Wednesday, February 13, 2013

The Dog Is Back (and Other Tales)

The Dog Is Back

It's 9pm. I hear some vigorous crying coming from A's room. This is unusual these days, so I go in to investigate. She's such a great communicator that I know she'll tell me exactly what the problem is, and she does.

"Barking, the barking, the barking!" At first I can't understand because of the damn binky, but I pull that out of her mouth and it becomes clear. The dog next door was barking and it woke her up.

I don't know why that dog is out, why he's barking or why it woke her up this time, of all the times he randomly barks, but I don't like it. I imagined myself marching over to the dog's people and asking them to get control of things and stop waking up my child. But I did nothing like that. I just held her and told her things were ok. She went back to sleep easy enough.

But I tell you, if this summer is going to be like last summer, with all the dog romping around and barking after bedtime, I might have to have a friendly chat with the neighbors. That's just not cool.


Big Dead Man

We were all sitting on the couch today, talking and having a good time. All of a sudden, A points at the fireplace and says, "I see big man."

Uh, what? What big man? Because of my own experience as a kid, I immediately wonder, is she seeing a man there where we don't? That isn't an impossibility I guess, but I hope she doesn't have that kind of sensitivity, for her own sake.

"Dead man. I see dead man."

Ok, now J and I are just trying not to freak out. What the HELL is she talking about? Then, I notice the Walking Dead action figure on the mantle. J must have introduced it to her. I walk over and point to it. "Is this the man that you see?"

"Yeah. Dead man. I see dead man."

I'm trying not to make a big damn deal about this, as I silently shoot J some eye daggers. Really, dude? Does she really need to be familiar with your zombie action figure? Take that thing downstairs! Good grief. I don't need this kind of stress.


Beeping and Blinking

One of the beautiful things about babies is that they don't really know fear until they learn it. I was really enjoying this stage. She would look at the Halloween dracula that J hangs on the door and just laugh. She would could hear us making a lion sound or a dinosaur sound and think it was the greatest thing ever. She didn't know what a threat was, and that's the way it should be!

I intentionally didn't let J watch horror movies or violent shows in her presence, because I just don't think she needs those sounds and images in her mind. She will have plenty of time for the ugliness of the world, but for the time being let's just keep her experience pure, if we can, right? J thinks I'm being extreme, but I don't care.

At some point, fear seeps in anyway. I don't know when it happened. I just know that she had a total fit when I set her in her crib to nap one day. I went in to see what was up, and she was pointing at the smoke detector.

"What is that? What is that?" Crying and carrying on. Very disturbed.

"It's the smoke detector, honey. It's ok. Was it beeping?" I'm so sorry I ever introduced the idea that the thing could beep.

She talks about it all the time. "No beeping?" She eyes the thing warily every time she enters the room, and I say to her "No, it's not beeping, it just blinks sometimes. It's ok. It won't hurt you."

What happened was that she just happened to notice it blinking. She had never seen it before and didn't understand. She didn't have language for what was happening and she got worried. She's never heard it beep but she thought that beeping meant blinking.

Now she walks around the house with concern, "Beeping and blinking? Beeping and blinking?"

She's soaking it all in. Processing. So amazing and so delicate. How to teach her caution without unintentionally training her to be afraid of everything? This parenting business is like advanced Jedi training, I tell you what.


Task to carry out
Below are records that contain pictures; transcribe the text exactly and omit the pictures.

Data excerpts Start Marker

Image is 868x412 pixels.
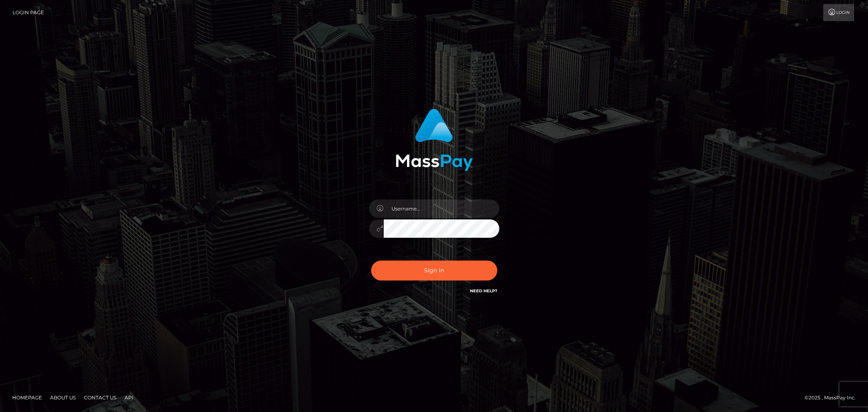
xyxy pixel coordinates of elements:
a: Login Page [13,4,44,21]
input: Username... [383,200,499,218]
a: About Us [47,392,79,404]
a: Login [823,4,854,21]
a: Contact Us [81,392,119,404]
div: © 2025 , MassPay Inc. [804,393,862,403]
a: API [121,392,137,404]
button: Sign in [371,260,497,281]
a: Homepage [9,392,45,404]
img: MassPay Login [395,109,473,171]
a: Need Help? [470,289,497,293]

Data excerpts End Marker

Answer for the task
Image is 868x412 pixels.
xyxy pixel coordinates of elements:
a: Login Page [13,4,44,21]
input: Username... [383,200,499,218]
a: About Us [47,392,79,404]
a: Login [823,4,854,21]
a: Contact Us [81,392,119,404]
div: © 2025 , MassPay Inc. [804,393,862,403]
a: API [121,392,137,404]
button: Sign in [371,260,497,281]
a: Homepage [9,392,45,404]
img: MassPay Login [395,109,473,171]
a: Need Help? [470,289,497,293]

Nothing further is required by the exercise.